Treat the Patient, not the MRI

Over the last several years, more and more patients present to the office with MRI in hand for a pain that began just days before.  Demands for medical technology and instant gratification are high, but at a very high cost. The art of medicine is suffering, as are patients, and they don’t even know it.

Overutilization of imaging such as MRI will lead to more overutilization and overuse because “abnormal” findings will occur in a high percentage of MRI for orthopaedic conditions that may not be related to the present problem. More testing and even unnecessary surgery may result from these tests.

For example, a large percentage of the population is walking around now with meniscus tears (aka cartilage tears) in the knee without knowing it. There are many of you who currently have rotator cuff tendon tears in your shoulder but don’t know it. Many of you have herniated discs in your neck and low back yet don’t have symptoms.

In this day of low reimbursement, doctors are forced to see more patients, spend less time listening and examining, and thus may order more tests to make the diagnosis. However, as we all learned in medical school, the majority of diagnosis can be made with history and examination. Plus, patients come in demanding MRI and won’t take no for an answer when we explain its not indicated.  The constant media reports of professional athletes getting MRI minutes after injury clouds your vision of what the real standard of care is.

MRI and other advanced technologies are great tools for physicians and practitioners. With judicious use of MRI we can avoid making unnecessary “abnormal” diagnosis. We want to avoid telling our patients that their preexisting silent problem is a cause for alarm or worse, unnecessary surgery.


The task
Look through the data for the string "icon". Copy every line where it is found.

Task input
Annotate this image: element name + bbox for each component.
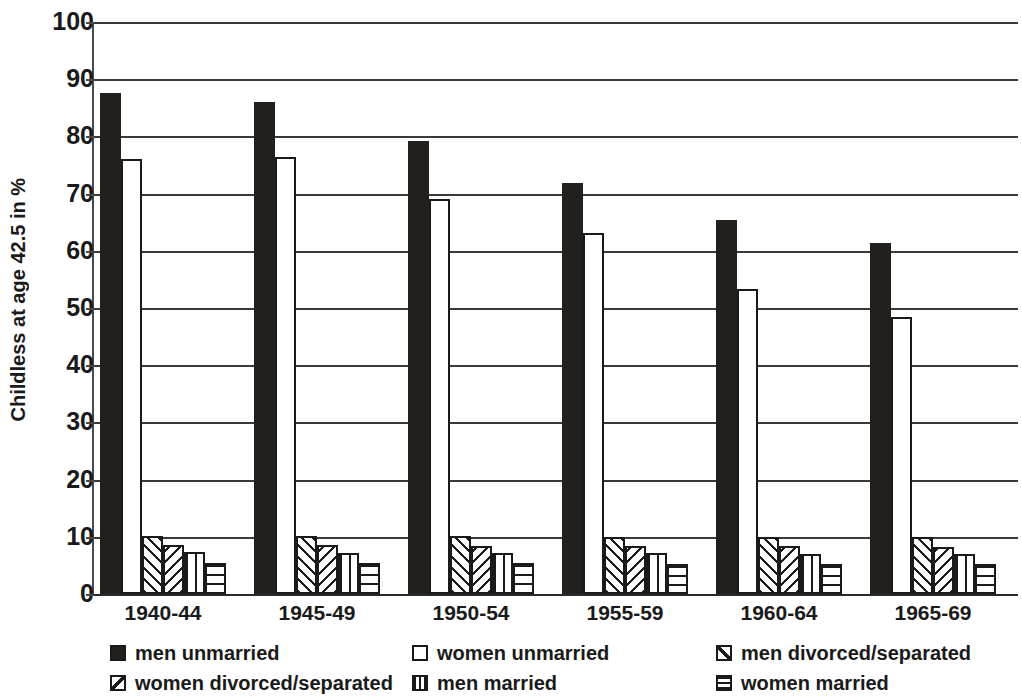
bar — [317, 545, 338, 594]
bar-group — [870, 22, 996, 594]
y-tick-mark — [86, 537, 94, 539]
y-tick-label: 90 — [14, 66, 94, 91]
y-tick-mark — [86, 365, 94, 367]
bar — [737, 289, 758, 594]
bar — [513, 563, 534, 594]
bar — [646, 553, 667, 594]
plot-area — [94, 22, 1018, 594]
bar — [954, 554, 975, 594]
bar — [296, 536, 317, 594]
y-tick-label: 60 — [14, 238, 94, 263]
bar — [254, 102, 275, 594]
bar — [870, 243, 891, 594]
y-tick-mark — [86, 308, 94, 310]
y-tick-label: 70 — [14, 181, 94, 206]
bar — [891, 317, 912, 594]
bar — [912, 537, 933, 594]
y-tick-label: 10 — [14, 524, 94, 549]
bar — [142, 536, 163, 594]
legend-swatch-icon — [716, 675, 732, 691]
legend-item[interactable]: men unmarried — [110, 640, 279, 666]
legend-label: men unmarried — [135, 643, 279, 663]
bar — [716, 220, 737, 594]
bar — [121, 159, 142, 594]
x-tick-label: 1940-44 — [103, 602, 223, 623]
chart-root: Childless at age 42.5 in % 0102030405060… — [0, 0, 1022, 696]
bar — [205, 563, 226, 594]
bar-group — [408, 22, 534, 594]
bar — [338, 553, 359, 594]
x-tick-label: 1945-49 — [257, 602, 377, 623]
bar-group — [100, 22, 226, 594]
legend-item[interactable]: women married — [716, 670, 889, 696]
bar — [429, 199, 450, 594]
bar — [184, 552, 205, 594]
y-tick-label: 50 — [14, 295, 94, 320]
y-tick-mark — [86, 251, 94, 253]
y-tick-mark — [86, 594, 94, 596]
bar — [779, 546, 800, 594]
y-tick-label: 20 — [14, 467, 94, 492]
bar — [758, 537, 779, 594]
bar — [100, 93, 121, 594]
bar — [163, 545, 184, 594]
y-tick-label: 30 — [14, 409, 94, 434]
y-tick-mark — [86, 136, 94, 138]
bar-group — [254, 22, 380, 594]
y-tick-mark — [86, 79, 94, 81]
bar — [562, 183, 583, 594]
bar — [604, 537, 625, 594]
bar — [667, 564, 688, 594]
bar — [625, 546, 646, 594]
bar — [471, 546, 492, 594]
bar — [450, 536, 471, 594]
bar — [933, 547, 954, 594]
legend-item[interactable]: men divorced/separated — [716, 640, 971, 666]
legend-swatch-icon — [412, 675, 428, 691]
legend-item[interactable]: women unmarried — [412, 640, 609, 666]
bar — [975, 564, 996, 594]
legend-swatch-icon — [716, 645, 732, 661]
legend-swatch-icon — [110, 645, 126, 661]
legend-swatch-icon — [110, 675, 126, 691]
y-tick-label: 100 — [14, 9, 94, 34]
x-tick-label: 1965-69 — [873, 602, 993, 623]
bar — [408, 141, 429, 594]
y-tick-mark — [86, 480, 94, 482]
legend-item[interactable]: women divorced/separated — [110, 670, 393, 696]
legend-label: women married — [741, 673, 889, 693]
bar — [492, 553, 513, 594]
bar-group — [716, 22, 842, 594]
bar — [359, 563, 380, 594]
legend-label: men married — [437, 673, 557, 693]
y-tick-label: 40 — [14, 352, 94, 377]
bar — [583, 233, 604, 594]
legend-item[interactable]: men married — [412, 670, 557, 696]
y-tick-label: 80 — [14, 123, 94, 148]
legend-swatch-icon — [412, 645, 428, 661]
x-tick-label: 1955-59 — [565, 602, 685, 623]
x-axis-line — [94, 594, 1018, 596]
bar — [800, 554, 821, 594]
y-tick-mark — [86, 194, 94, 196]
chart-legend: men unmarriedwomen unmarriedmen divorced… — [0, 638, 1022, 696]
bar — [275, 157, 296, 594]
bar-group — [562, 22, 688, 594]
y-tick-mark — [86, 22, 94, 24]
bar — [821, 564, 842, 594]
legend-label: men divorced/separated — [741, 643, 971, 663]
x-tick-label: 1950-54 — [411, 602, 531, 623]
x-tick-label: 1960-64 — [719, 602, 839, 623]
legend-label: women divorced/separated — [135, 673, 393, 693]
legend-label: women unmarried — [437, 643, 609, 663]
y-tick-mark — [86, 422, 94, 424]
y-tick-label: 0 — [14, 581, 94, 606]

Task answer
legend-swatch-icon — [716, 675, 732, 691]
legend-swatch-icon — [412, 675, 428, 691]
legend-swatch-icon — [716, 645, 732, 661]
legend-swatch-icon — [110, 645, 126, 661]
legend-swatch-icon — [110, 675, 126, 691]
legend-swatch-icon — [412, 645, 428, 661]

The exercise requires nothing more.